• [Problem to solve]:
Transcribe every record as it stands and set the images aside.
*** Opening Data supplied ***
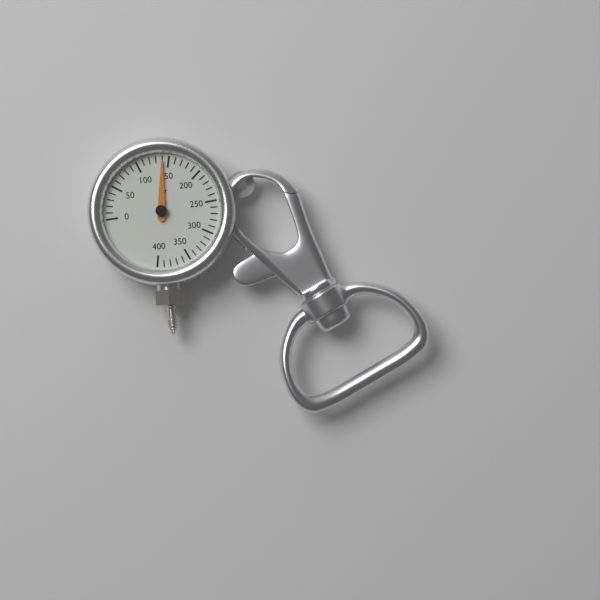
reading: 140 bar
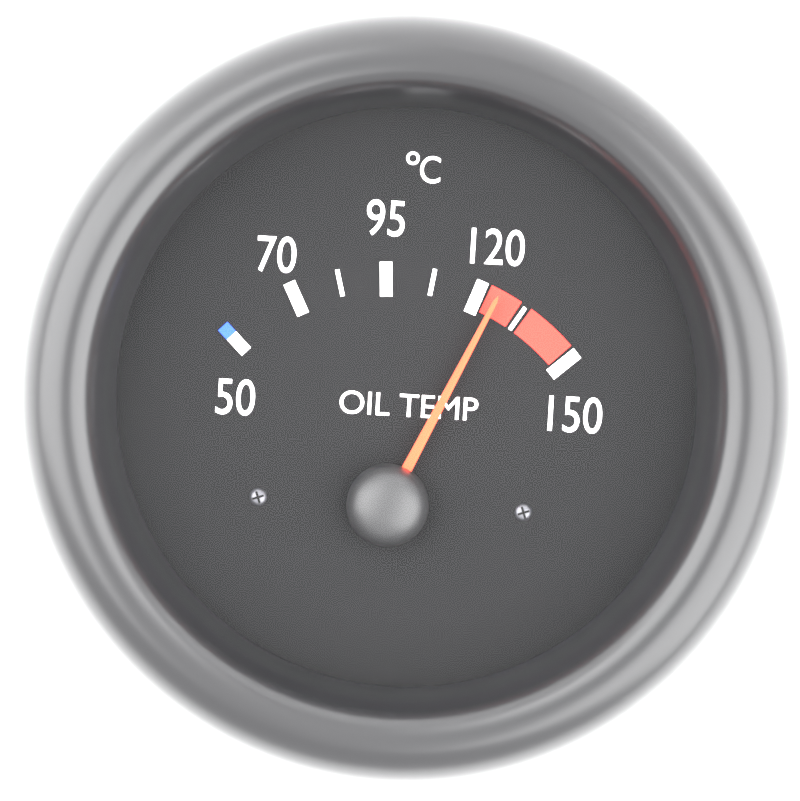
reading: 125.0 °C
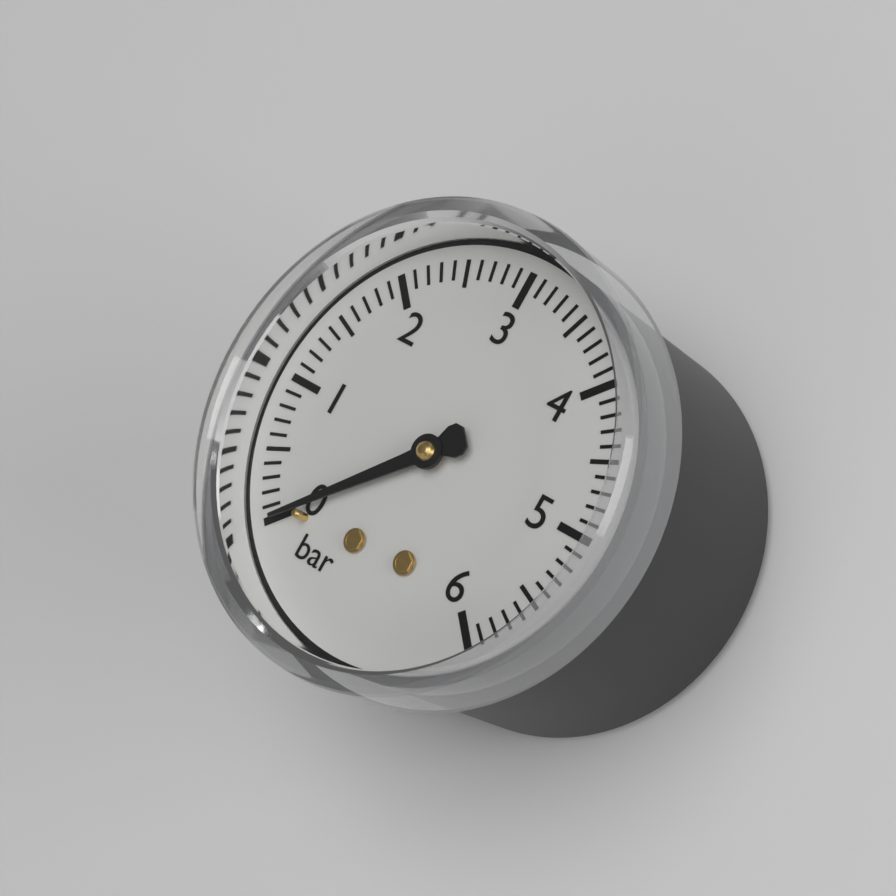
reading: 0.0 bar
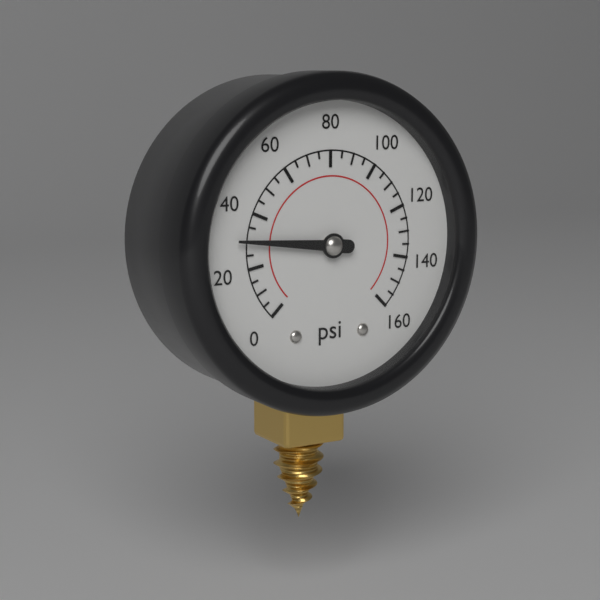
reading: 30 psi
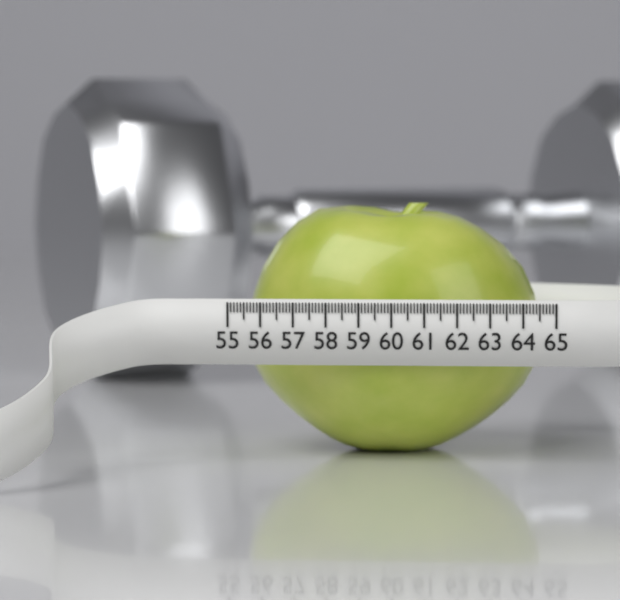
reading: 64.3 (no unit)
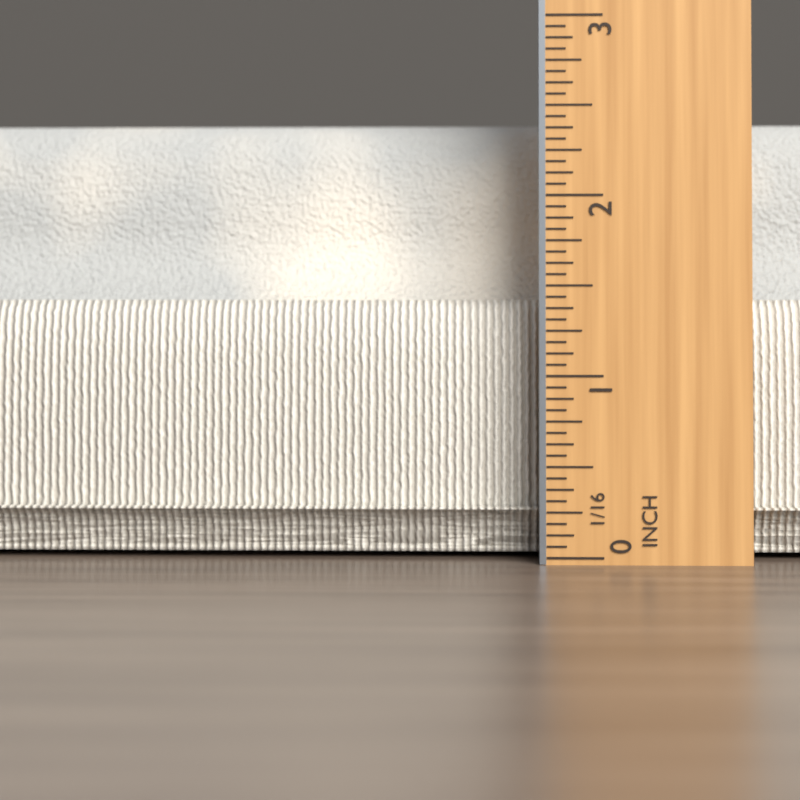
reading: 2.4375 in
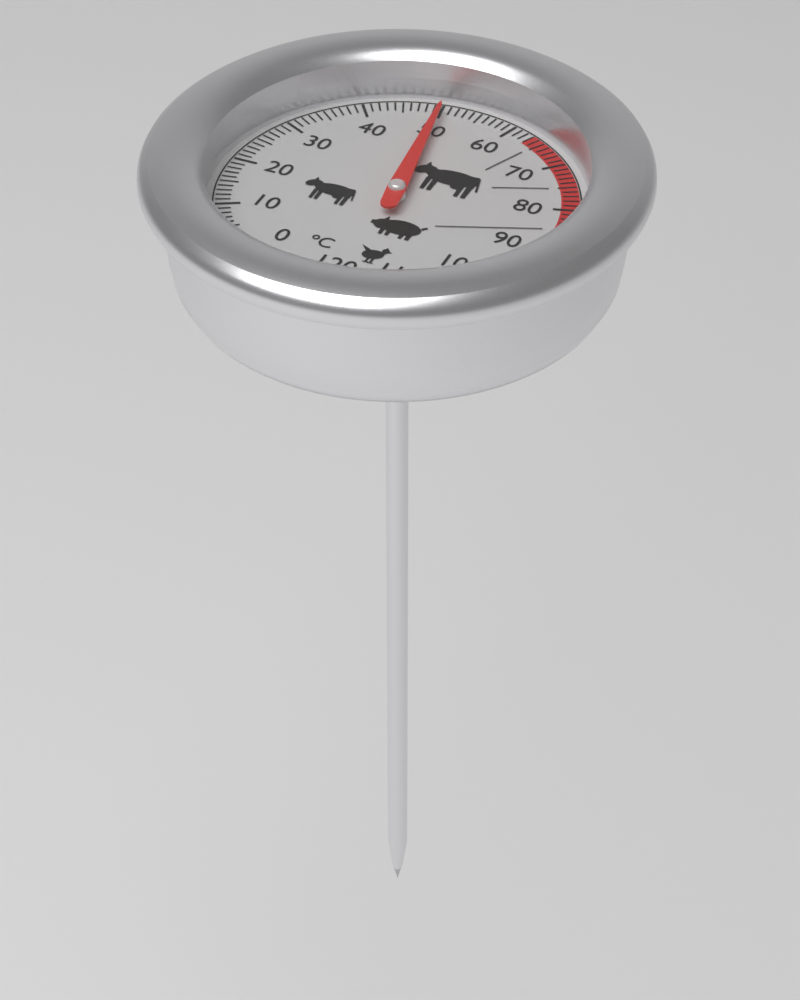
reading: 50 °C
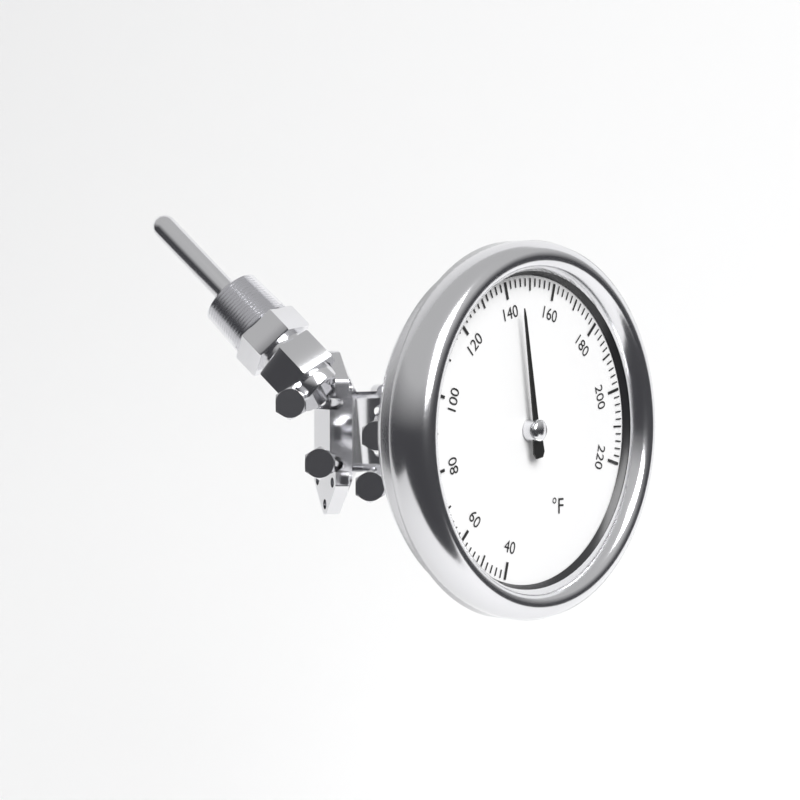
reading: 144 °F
*** Closing Data supplied ***
• [Written solution]:
reading: 140 bar
reading: 125.0 °C
reading: 0.0 bar
reading: 30 psi
reading: 64.3 (no unit)
reading: 2.4375 in
reading: 50 °C
reading: 144 °F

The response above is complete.